When I coach an artist client I listen for how strongly he says yes and no and how often he gets trapped in maybe. What does being trapped in maybe sound like? “Which will be your painting days this week?” “Maybe I can get in some painting on Tuesday and Thursday.” “Will you approach some galleries on your trip to New York?” “Maybe if I have a little time left over after the family obligations.” “When are you planning on moving to the larger format paintings we discussed?” “Maybe if I can find some cheaper canvas.” And so on.

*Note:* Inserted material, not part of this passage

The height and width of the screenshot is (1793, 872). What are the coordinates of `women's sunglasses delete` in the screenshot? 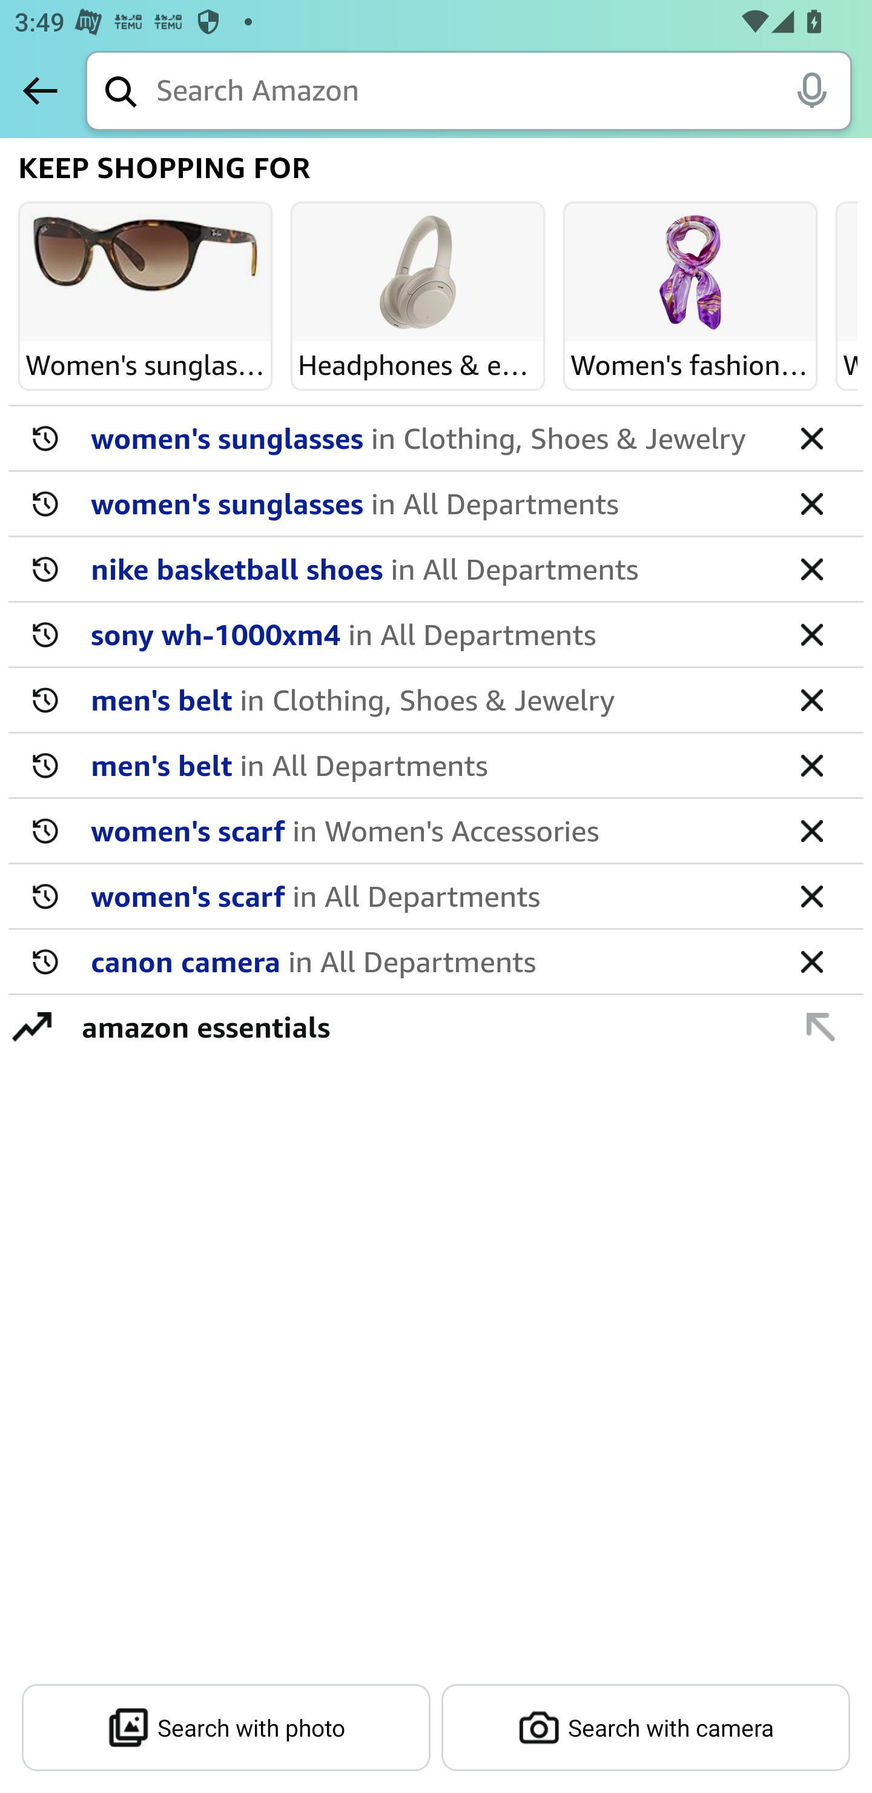 It's located at (436, 439).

If a client can break free of the maybe trap startling growth can occur. After two phone coaching sessions, a famous singer-songwriter on the verge of refusing to go into the studio to record his new album switched his mind from “Maybe I need more time to prepare” to “Yes, I can record right now.” A painter made the movement from “maybe I can afford a model now and then” to “I can’t afford not to hire models!” and with that new yes came a burst of creative effort. Both in our personal and our creative lives, good things happen when we champion yes.

Why then do we so often say maybe rather than yes? For all the obvious reasons, including the fact that, even when we say yes, there is no guarantee that our work will turn out well. Yes is just a starting point, not a conclusion. After the yes comes the work, with its successes and failures, elations and letdowns. Yes is not pure deliciousness but only the opening without which good things can’t happen. If unfortunate things regularly happen—if we start but don’t finish a project, if we finish it but don’t like it, if we like it but can’t sell it, and so on—it has hard to say yes the next time.

Since we often get these very mixed results from saying yes, we begin to wonder if saying yes is worth the effort it provokes. Why bother? Why stretch? Why sweat? Why create? If all the work that it takes to paint a dozen paintings nets us only one we truly love and if trying to sell our output is like swimming against the tide, why say yes? Why not stay in maybe, which doesn’t get us what we want but at least avoids some anguish? Why not take an easier path?

Well, we know why. Each of us knows why we shouldn’t hang out in maybe. Maybe is a state that puts us right on the verge of meaninglessness. Maybe plays to our weaknesses, our anxieties, and our doubts. Maybe annoys us, frustrates us, and disappoints us. Still we regularly get trapped there because of our everyday resistance to mustering our inner resources, pulling ourselves by the collar in the direction of some hard creative work, sticking with that work even in the face of inevitable messes, and then doing something with that finished work other than putting it in a drawer or the attic. That is a lot to say yes too, especially if our goal is to say yes regularly, day in and day out, and not just on good days or in good weather.

One of the problems is that if we say yes only infrequently, we forget what it sounds like. What does yes sound like? Like the following, from Louise Nevelson: “I get up at six in the morning. I wear cotton clothes so that I can sleep in them or I can work in them—I don’t want to waste time. Sometimes I work two or three days without sleeping and without paying attention to food.” Is this a little obsessive and manic? No doubt. Is this a bit out of the ordinary? Absolutely. Is this more the exception than the rule? You bet. And is this the very definition of yes? I think so.

Listen to yourself this week. When you say something that sounds suspiciously like maybe, stop yourself. If, for example, you hear yourself say, “I’m pretty tired today so maybe I’ll paint tomorrow,” exclaim, “Die, maybe!” Champion yes instead. Say, “I will paint today!” If you hear yourself say, “I don’t think there’s enough light left to paint, so maybe I’ll paint tomorrow,” exclaim, “Die, maybe!” Say, “Let me use this last light!” Every yes of this sort is a passionate call to action: kill maybe and get on with your work.

Kill maybe. Say no to your work when you want to take your daughter to the museum or bring your mother a rose. It is fine to say no when you intend to say it. Say yes to the work often, every day or as frequently as you can. Never say maybe—turn every maybe into an appropriate no or a vibrant yes. Of these three words, yes, no, and maybe, two are brilliant and one is the kiss of death.